|
See PEW's summation of study here. |
Nathaniel Frank,
writing in Slate, looked at
a new study from a team of researchers from Ohio State and Boston Universities using a
survey technique known as the “veiled elicitation method” to correct for
social desirability bias (the desire not to give socially unacceptable answers to survey questions.) The part of the study he found most arresting (as it was the only part he excerpted):
The veiled method increased self-reports of on-heterosexual identity by 65% (p<0.05) and same-sex sexual experiences by 59% (p<0.01). The veiled method also increased the rates of anti-gay sentiment.

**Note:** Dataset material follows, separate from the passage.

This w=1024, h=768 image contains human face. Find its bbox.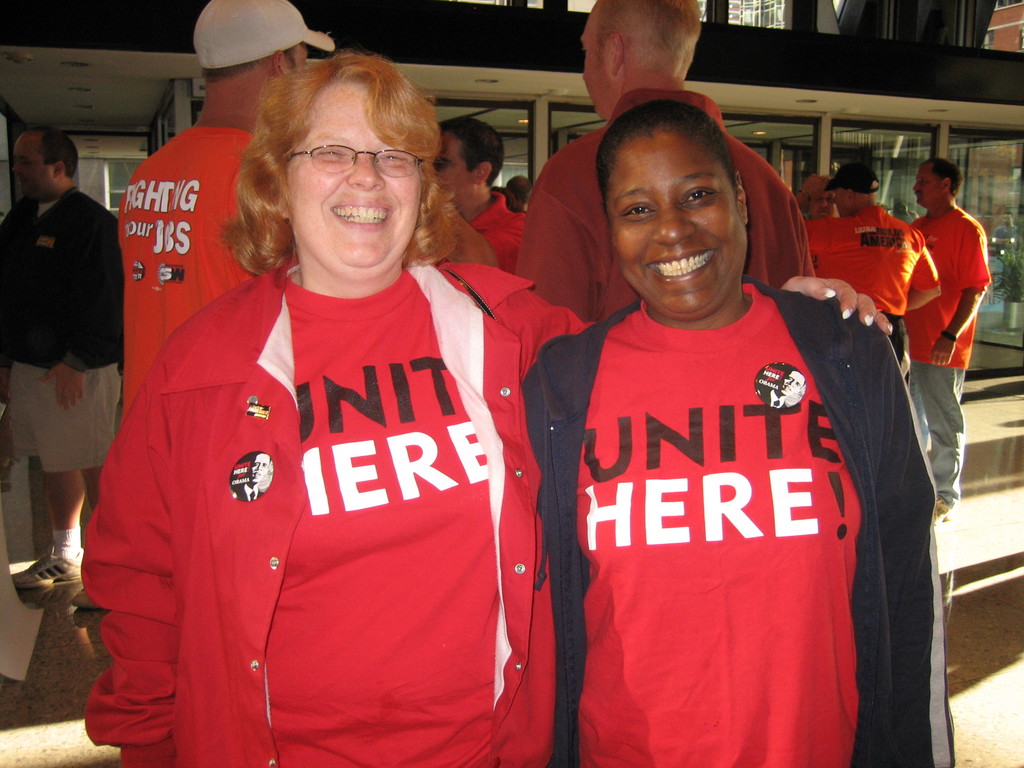
detection(11, 129, 53, 200).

Respondents were 67% more likely to express disapproval of an openly gay manager at work (p<0.01) and 71% more likely to say it is okay to discriminate against lesbian, gay, or bisexual individuals (p<0.01).
Frank went on:
Should I care about what others think and feel if they behave properly?
Here’s the thing: Feelings have consequences. Juries make life-altering
decisions based on them; police officers who pull triggers before they
have time to correct for their biases end lives because of them; and gay
kids who grow up with parents who profess tolerance but quietly exhibit
disapproval or disgust wreak havoc with their kids’ lives—all because
biases shape our lives more than we’re often willing to concede. And
remember, the veiled survey method increased by 71 percent the
likelihood that subjects said it was “okay to discriminate against
lesbian, gay, or bisexual individuals.” That is, not just to stigmatize
them but to actually treat them worse.